Research suggests that adults who have developed a coherent perspective on their negative,
early attachment relationships (i.e., earned secures) do not reenact poor parenting practices with
their own children. However, no studies have addressed whether earned secures maintain
positive parenting under the pressures of aversive environmental conditions. This study tested
five alternative models that predict how earned secures parent under low and high stress in
comparison to adults who had a positive upbringing (i.e., continuous secures) and adults who
have an incoherent perspective on a troubled childhood (i.e., insecures). Only if earned secures
exhibit effective caregiving under high stress, in comparison to the other security groups, can it
be assumed that they have broken the intergenerational cycle of poor parenting. The Adult
Attachment Interview was used to classify 97 mothers as earned secure, continuous secure, and
insecure. Home observations of parenting and maternal self-reports of daily hassles (our stress
measure) were obtained when children were 27 months old. Planned comparisons revealed that
the diathesis-stress/incoherent present state of mind model most accurately predicted
parenting. Thus, under high stress, the earned secures parented equivalently to the continuous
secures and more positively than the insecures; under low stress no group differences were
obtained. These findings indicate that in a normative sample earned secures break the
intergenerational cycle and exhibit resilient parenting even under high stress conditions.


- _Your instructions_:
What lines of the data below hold the string "dimensional"? Copy each one out.

- _Source data_:
+ + + + + + +

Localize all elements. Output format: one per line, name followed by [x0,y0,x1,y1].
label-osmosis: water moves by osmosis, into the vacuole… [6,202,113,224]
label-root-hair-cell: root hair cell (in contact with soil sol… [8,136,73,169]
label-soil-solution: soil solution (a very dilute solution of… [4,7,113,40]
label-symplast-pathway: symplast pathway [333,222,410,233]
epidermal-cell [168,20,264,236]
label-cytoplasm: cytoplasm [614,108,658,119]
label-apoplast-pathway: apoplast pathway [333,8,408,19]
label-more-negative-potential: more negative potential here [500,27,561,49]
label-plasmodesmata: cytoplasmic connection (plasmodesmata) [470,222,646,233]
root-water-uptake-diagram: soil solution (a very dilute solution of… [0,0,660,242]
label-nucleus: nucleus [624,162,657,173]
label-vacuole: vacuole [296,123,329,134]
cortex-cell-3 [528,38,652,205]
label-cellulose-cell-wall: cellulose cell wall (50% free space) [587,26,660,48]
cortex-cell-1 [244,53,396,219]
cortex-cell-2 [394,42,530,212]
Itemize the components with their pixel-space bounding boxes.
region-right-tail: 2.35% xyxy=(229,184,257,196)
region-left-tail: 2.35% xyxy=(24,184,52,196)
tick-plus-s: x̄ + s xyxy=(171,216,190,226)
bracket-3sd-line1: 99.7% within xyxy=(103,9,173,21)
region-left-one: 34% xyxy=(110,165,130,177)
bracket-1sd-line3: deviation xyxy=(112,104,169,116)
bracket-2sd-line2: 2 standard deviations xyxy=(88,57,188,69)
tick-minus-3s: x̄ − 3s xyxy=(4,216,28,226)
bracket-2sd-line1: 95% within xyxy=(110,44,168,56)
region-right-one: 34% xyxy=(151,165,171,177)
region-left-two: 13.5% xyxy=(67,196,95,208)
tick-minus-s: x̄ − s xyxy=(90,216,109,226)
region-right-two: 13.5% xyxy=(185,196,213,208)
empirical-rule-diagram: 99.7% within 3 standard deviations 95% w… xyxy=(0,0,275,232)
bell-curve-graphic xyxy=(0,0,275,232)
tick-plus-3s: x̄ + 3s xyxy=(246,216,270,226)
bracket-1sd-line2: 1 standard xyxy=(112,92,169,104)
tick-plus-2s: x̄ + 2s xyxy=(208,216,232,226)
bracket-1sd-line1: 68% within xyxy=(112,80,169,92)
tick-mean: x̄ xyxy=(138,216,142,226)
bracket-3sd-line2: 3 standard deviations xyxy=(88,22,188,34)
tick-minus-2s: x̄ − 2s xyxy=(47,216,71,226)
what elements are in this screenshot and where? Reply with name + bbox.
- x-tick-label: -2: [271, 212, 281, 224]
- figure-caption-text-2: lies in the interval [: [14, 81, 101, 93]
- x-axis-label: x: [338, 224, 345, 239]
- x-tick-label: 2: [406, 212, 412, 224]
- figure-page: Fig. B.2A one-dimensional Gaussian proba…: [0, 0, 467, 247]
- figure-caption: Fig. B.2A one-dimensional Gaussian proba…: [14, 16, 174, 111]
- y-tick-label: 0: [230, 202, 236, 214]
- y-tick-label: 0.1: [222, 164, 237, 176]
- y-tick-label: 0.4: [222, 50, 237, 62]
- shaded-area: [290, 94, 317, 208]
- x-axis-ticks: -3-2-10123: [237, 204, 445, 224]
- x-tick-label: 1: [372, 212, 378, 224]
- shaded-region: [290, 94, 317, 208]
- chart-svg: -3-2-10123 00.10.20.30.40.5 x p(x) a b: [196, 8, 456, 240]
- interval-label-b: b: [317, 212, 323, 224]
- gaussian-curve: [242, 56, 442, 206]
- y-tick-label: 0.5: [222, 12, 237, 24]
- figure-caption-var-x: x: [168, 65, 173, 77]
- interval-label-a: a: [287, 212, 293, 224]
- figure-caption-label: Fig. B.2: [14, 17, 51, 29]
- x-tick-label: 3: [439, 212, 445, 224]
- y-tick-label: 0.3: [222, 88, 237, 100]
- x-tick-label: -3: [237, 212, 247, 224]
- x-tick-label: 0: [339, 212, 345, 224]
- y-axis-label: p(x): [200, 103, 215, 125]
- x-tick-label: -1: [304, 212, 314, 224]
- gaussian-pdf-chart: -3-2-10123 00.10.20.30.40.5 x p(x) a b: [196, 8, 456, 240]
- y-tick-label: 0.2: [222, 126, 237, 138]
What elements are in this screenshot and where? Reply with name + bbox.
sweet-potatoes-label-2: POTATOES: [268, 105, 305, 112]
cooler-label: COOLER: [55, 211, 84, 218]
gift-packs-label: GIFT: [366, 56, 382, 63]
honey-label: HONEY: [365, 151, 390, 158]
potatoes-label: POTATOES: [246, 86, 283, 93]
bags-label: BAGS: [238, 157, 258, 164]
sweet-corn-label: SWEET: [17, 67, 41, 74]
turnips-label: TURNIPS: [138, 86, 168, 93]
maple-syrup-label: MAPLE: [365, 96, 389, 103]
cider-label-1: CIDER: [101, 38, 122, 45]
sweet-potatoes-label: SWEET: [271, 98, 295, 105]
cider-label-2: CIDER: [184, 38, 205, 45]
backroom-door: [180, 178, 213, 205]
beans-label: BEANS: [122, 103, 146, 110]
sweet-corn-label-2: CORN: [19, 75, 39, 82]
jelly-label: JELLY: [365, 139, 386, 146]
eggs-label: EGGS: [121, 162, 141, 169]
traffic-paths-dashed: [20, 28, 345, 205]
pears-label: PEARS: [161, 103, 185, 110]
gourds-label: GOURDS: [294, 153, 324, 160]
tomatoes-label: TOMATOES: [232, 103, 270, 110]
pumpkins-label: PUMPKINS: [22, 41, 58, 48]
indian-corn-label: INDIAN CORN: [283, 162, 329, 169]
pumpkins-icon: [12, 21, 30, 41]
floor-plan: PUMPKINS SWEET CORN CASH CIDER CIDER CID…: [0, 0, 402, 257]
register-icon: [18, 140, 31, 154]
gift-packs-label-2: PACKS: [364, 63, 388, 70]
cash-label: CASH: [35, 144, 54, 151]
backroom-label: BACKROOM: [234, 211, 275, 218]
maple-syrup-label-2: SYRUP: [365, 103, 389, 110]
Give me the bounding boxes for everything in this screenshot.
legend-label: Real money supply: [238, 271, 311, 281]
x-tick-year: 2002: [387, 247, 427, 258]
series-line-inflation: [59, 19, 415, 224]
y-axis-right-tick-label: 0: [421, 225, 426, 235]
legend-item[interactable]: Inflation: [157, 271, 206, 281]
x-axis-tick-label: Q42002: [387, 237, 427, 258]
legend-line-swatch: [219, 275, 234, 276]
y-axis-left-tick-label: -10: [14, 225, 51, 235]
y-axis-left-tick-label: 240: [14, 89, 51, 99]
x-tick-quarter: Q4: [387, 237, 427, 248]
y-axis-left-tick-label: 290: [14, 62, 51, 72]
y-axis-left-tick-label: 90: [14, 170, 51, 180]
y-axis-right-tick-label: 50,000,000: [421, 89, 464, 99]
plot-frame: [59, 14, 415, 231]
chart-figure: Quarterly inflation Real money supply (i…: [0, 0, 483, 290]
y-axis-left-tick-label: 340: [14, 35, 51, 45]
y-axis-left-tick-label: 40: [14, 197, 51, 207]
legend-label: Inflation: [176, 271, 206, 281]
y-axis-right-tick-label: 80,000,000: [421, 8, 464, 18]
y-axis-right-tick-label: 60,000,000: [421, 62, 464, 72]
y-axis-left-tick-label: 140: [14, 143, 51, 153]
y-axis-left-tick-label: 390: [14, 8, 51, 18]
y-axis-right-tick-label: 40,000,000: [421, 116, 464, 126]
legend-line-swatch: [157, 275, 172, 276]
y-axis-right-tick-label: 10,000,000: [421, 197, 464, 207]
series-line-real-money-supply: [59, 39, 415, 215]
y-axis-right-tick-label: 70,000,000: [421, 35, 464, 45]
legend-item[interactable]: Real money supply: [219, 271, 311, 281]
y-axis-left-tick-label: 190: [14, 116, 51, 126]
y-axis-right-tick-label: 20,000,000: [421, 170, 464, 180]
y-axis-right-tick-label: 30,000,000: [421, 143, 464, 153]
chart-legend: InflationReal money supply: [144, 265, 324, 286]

+ + + + + + +

- _Written response_:
- figure-page: Fig. B.2A one-dimensional Gaussian proba…: [0, 0, 467, 247]
- figure-caption: Fig. B.2A one-dimensional Gaussian proba…: [14, 16, 174, 111]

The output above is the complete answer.